And when I had kissed them and walked for the last time
in many months up the flower-bordered path, the scarlet
and pink, and green and gold of that wonderful garden
swam in a mist before my eyes.
Frau Nirlanger was next. When we spoke of Vienna she
caught her breath sharply.
"Vienna!" she repeated, and the longing in her voice
was an actual pain. "Vienna! Gott! Shall I ever see
it again? Vienna! My boy is there. Perhaps--"
"Perhaps," I said, gently. "Stranger things
have happened. Perhaps if I could see them, and talk to
them--if I could tell them--they might be made to
understand. I haven't been a newspaper reporter all
these years without acquiring a golden gift of
persuasiveness. Perhaps--who knows?--we may meet again
in Vienna. Stranger things have happened."

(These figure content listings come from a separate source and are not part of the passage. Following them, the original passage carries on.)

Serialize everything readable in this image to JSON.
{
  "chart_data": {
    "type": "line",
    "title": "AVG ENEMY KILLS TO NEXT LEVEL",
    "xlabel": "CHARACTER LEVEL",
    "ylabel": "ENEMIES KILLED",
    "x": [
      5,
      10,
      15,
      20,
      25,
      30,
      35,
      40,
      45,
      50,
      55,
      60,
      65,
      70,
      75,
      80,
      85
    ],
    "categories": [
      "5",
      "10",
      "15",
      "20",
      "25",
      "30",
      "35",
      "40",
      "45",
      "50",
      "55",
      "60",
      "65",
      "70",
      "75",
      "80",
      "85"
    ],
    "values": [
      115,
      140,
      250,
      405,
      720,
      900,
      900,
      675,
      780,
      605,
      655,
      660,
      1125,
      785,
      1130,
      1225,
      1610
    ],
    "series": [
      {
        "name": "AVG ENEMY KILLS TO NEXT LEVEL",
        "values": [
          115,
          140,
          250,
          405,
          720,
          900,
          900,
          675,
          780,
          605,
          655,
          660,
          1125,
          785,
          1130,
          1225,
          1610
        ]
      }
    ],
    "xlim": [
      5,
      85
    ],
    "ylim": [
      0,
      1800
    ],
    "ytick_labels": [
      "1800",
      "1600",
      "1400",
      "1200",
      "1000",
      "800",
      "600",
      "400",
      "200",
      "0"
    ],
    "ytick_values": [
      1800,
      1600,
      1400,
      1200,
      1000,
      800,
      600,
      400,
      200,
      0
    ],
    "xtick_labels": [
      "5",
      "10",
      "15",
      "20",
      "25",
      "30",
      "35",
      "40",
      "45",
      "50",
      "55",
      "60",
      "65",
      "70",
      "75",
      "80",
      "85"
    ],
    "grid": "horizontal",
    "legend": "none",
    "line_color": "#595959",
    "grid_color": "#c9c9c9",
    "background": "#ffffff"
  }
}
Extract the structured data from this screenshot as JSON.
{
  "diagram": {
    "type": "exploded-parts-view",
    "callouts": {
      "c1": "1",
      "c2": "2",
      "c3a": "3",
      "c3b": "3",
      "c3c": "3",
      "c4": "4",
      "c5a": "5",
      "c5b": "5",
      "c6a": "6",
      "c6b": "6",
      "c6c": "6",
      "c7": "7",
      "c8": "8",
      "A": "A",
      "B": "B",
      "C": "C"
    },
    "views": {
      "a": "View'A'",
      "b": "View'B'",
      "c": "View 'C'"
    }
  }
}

Frau Nirlanger shook her head with a little hopeless
sigh. "You do not know Vienna; you do not know the iron
strength of caste, and custom and stiff-necked pride. I
am dead in Vienna. And the dead should rest in peace."
It was late in the afternoon when Von Gerhard and I
turned the corner which led to the building that held the
Post. I had saved that for the last.
"I hope that heaven is not a place of golden streets,
and twanging harps and angel choruses," I said, softly.